Different Approaches
For service providers, Sarbanes work encompasses everything from advising corporate boards on how to best deal with the governance and strategic issues raised by SOA to gruntwork in the trenches as clients struggle to meet the 2005 deadline for Section 404 compliance. In pursuing this market, business consultancies typically play to their own strengths in an effort to differentiate themselves, and necessarily often modify and refine their approaches and methodologies on the fly. "We started out on almost a situation-by-situation basis," concedes Edward C. Drosdick, CPA, director of SEC practice at Moss Adams, the Seattle-based accounting and consulting firm. The firm now uses its internal audit group to take the lead in every SOA engagement, while providing documentation, internal controls testing and validation as well. "The key thing that differentiates us from small firms is that, unlike us, they don't have internal audit capabilities."

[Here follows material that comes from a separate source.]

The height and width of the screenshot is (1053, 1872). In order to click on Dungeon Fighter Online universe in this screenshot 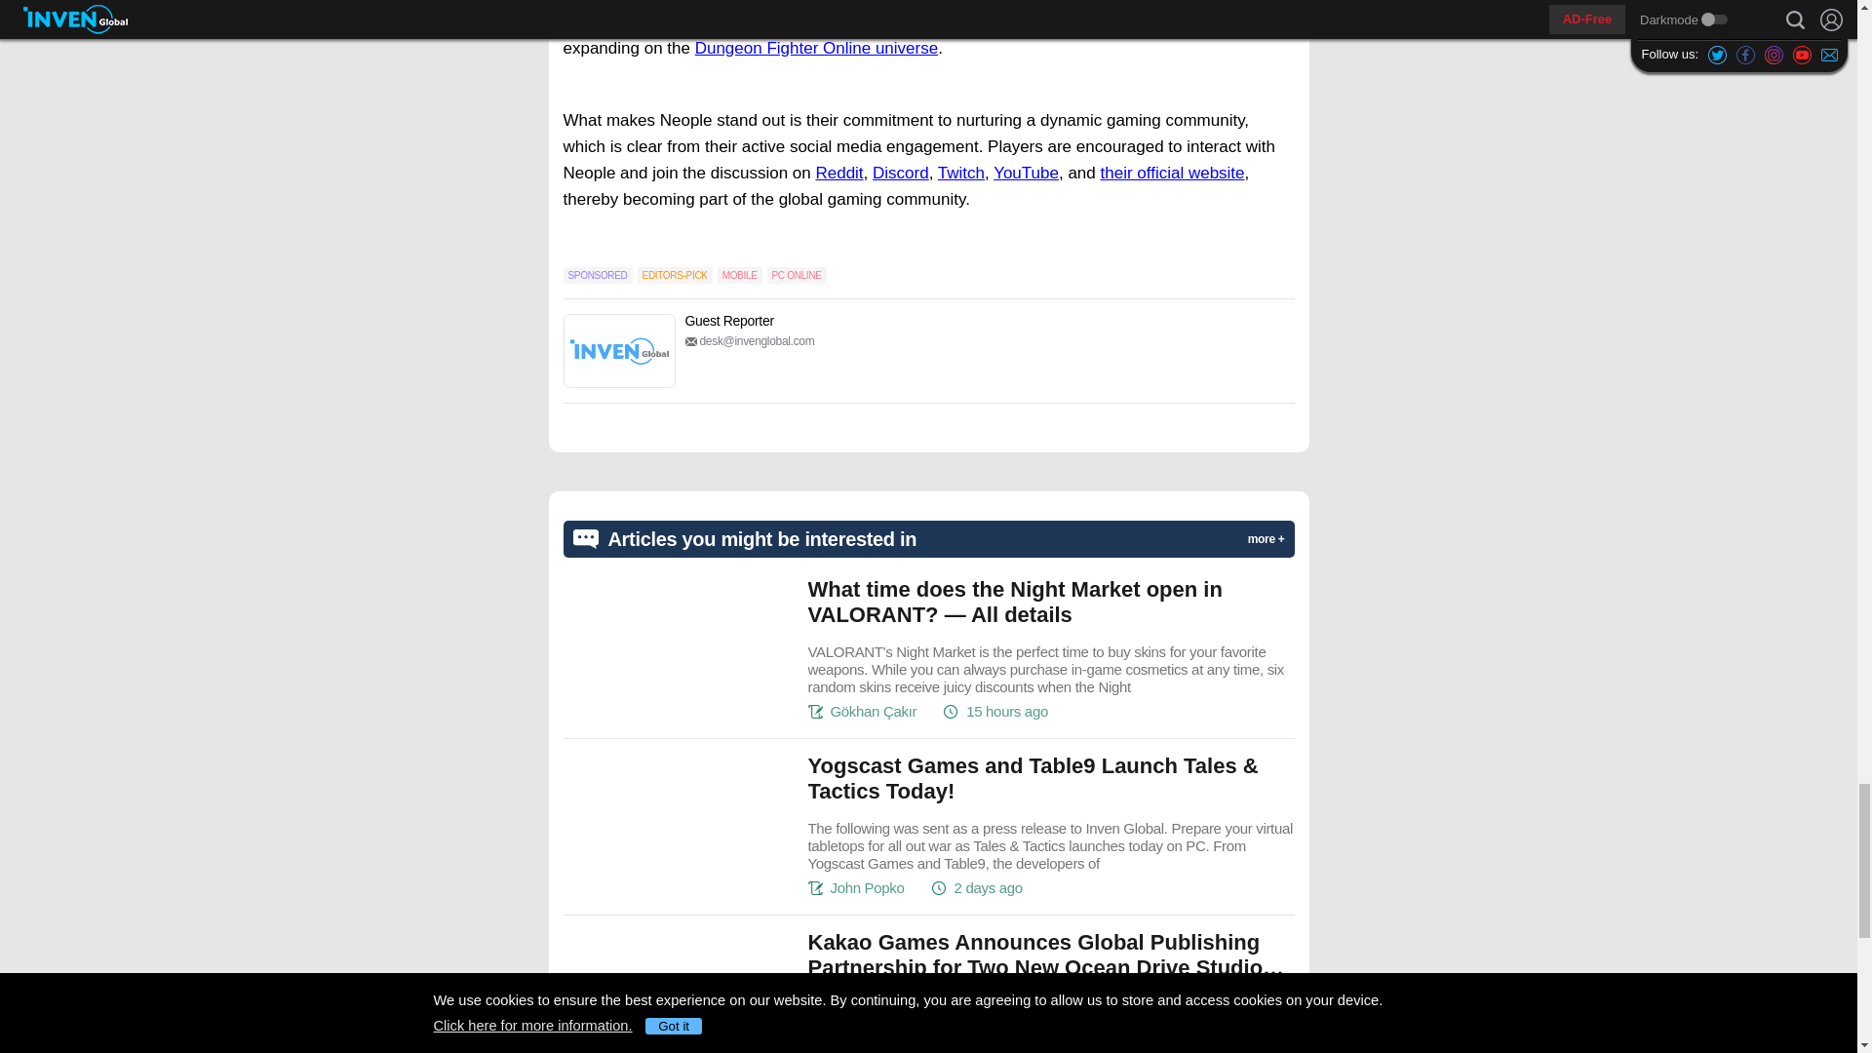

Working with midsize companies as well as some small-cap clients with limited resources and at best sketchy financial controls in place can prove a major challenge. "We had a large CPA firm recommend us to one client," Drosdick recalls. "When we asked how the internal control system was documented, there was laughter. It wasn't." At many corporations, small and large, Drosdick and other consultants say, the necessary documentation is inadequate or exists largely in someone's head.

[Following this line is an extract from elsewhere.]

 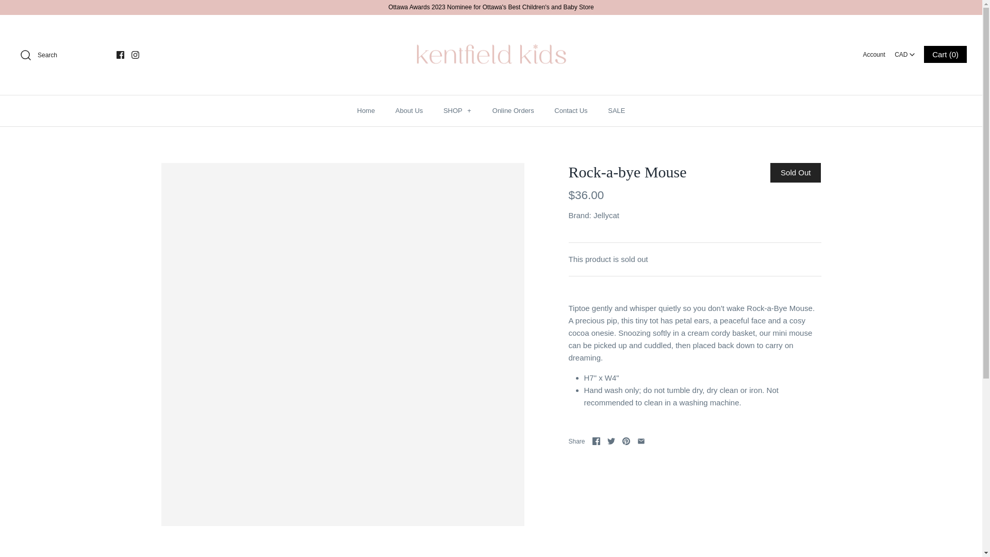 I want to click on Share on Facebook, so click(x=596, y=440).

Dealing with midsize and smaller clients with limited budgets can prove dicey as well, especially as costs escalate. "We have one client who initially thought fees would amount to about $100,000," Drosdick says. But establishing an adequate mapping process and internal controls and audit has proven far more complicated than either the client or Moss Adams realized at the outset of the engagement. As a result, the fees have now reached the $200,000 level and are climbing.
Another SOA competitor, Chicago-based Parson Consulting, has positioned itself to benefit from accounting reform legislation. Since it does not conduct audits, it focuses on areas that are off-limits to auditors, often at their invitation. "We are a no-conflict financial management consulting firm and we're very accustomed to working with external audit firms," says Project Manager Ann Swaller.
With 1,000 or so clients, a third from the Fortune 500, Parson takes what Fuller describes as a "very practical approach" in terms of its SOA services. At the outset, the firm works with CFOs and company steering committees in drawing up full compliance plans, developing key checklists and inventories, providing risk assessment tools and controls, and often helping to implement major systems changes needed to support all these changes and streamline and integrate processes.
"Then we enter a pilot phase, which lasts two to four weeks," Fuller explains. "Here, we'll identify and go through one process with the steering committee. If they're comfortable with it, we move ahead with full implementation."